God Objects Considered Harmful

Every software developer has run into “god objects”—some data structure or database that every process must access no matter what it is doing. Creating god objects in software is considered an anti-pattern—something you should not do. Perhaps the most apt description of the god object I’ve seen recently is you ask for a banana, and you get the gorilla as well.

We seem to have a deep desire to solve all the complexity of modern networks through god objects. There was ATM, which was going to solve all our networking problems by allowing the edge device (or a centralized controller) to control the path its traffic takes through the network. There is LISP, which is going to solve every mapping and tunneling/transport problem in the entire networking world (including mobility and security). There is SDN, which is going to solve everything by pushing it all into a controller.

And now there is BGP, which can be a link state protocol (LSVR), the ideal DC fabric control plane, the ideal interdomain protocol, the ideal IGP … a sort-of distributed god object that solves everything, everywhere, all the time (life in the fast lane…).

The problem is, a bunch of people are asking for different bananas, and what we keep getting is the gorilla.

A lot of this is our fault. We crave simplicity so much that we are willing to believe just about anyone, or anything, that promises to solve all the problems we face in building and operating networks in a simple and easy way. The truth is, however, there are no simple solutions to hard problems—solving hard problems requires complex solutions.

Okay, so we can intuitively know god objects are bad, but why? Because they are too complex to really understand, and therefore they cannot be truly operated, nor can you effectively troubleshoot them. There are too many unintended consequences, too many places where you cannot understand the relationship between this and that.

To put this in more human terms—there are many people in the modern world who think that if they just have enough data, they will understand people well enough to operate and troubleshoot them like some kind of machine. Sorry to tell you this—humans are just too complex, and human social institutions, being made up of people (well, duh!), are way more complex than even the most intelligent artificial intelligence can ever “understand.”

We need to fall out of love with the utopia of the god object for once and for all. We need to go back to building simpler systems that solve one or two problems well, and then combining these into intelligible solutions that can be understood, managed, and repaired.

But the move back towards real simplicity has to begin with you.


● THE TASK: Please print the line that holds "Examine image for <b>human eye</b>." and each line after it to the end of the data, word for word, without any pictures.

(Stored data entries)

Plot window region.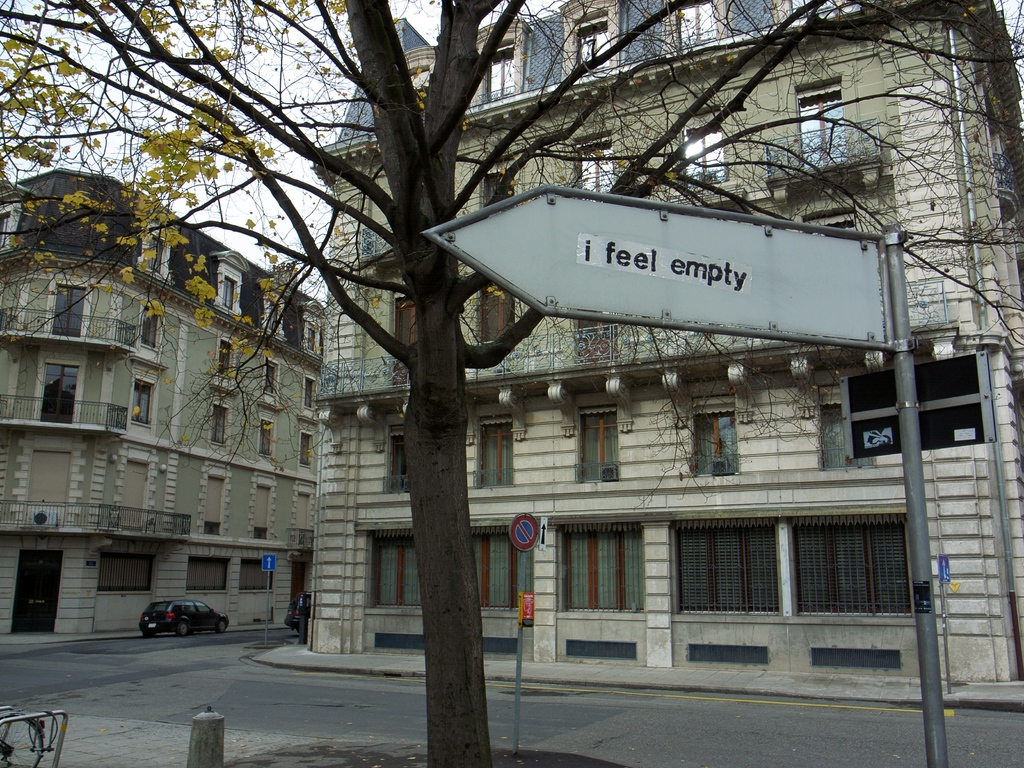
Plotted at bbox(268, 365, 271, 392).
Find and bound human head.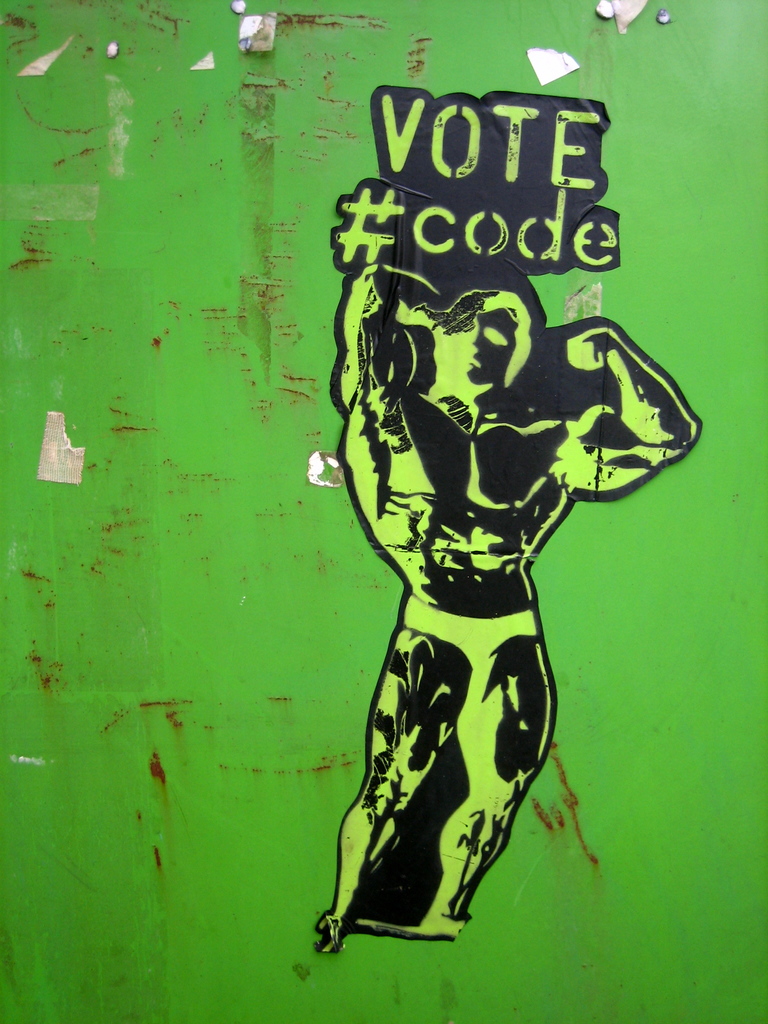
Bound: pyautogui.locateOnScreen(431, 264, 549, 381).
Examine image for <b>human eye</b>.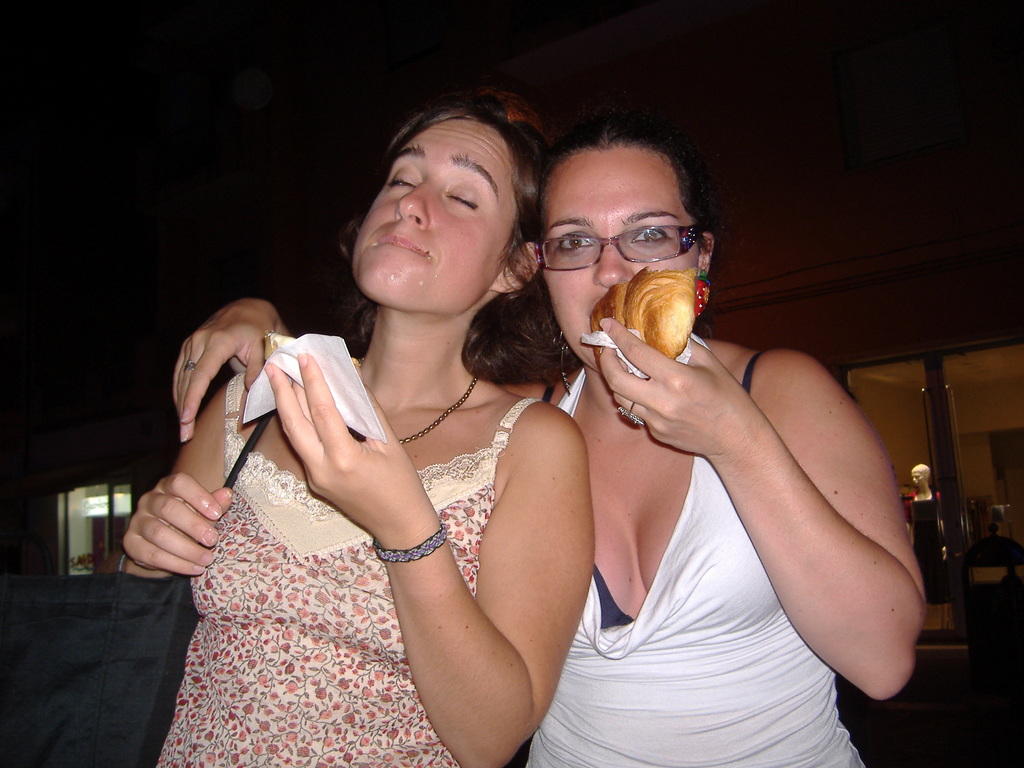
Examination result: 386, 168, 420, 196.
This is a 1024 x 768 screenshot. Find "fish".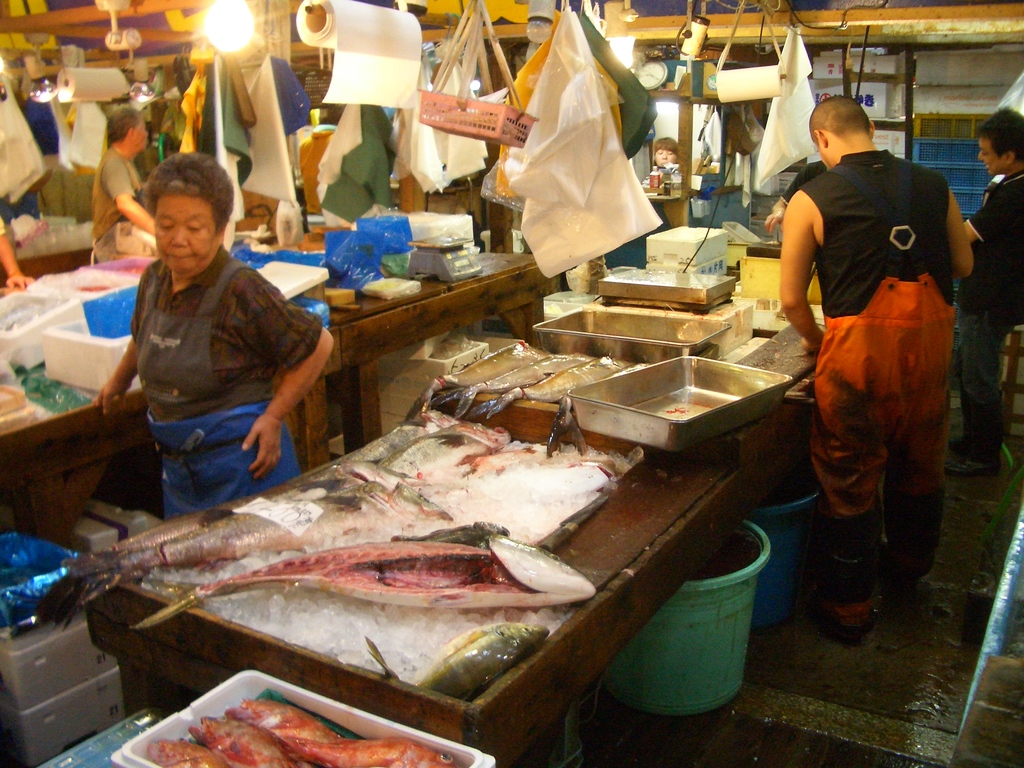
Bounding box: (292, 472, 449, 529).
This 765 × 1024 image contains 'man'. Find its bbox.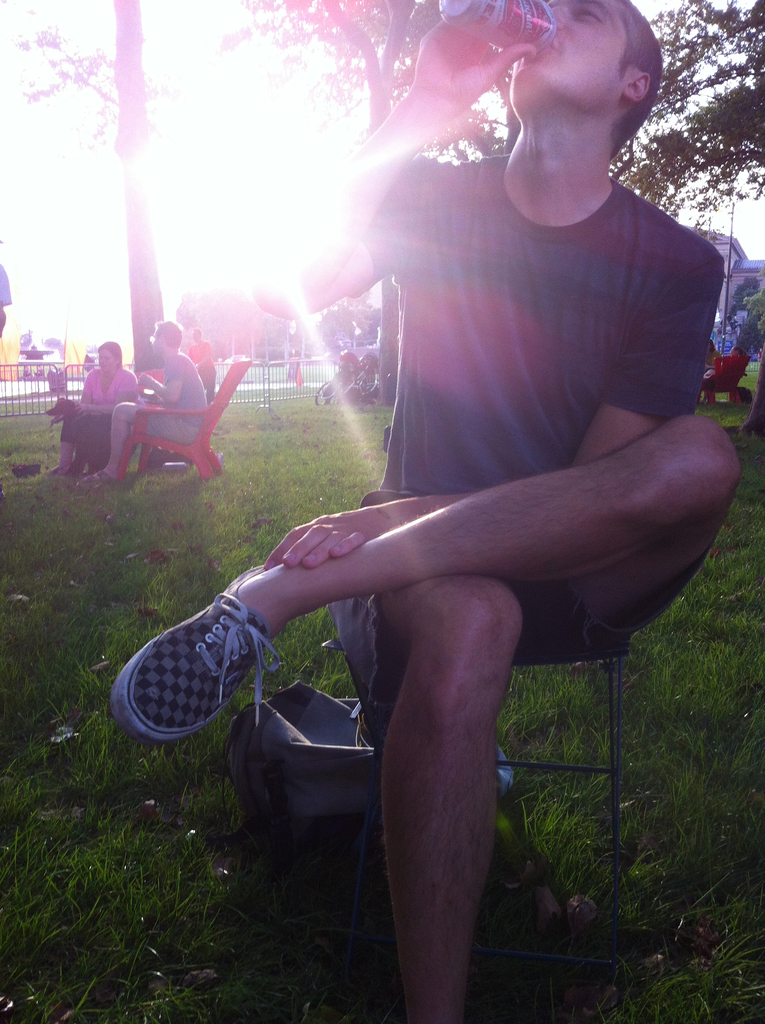
BBox(97, 0, 764, 1021).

● ANSWER TO THE EXERCISE:
Examine image for <b>human eye</b>.
Examination result: 386, 168, 420, 196.
This is a 1024 x 768 screenshot. Find "fish".
Bounding box: (292, 472, 449, 529).
This 765 × 1024 image contains 'man'. Find its bbox.
BBox(97, 0, 764, 1021).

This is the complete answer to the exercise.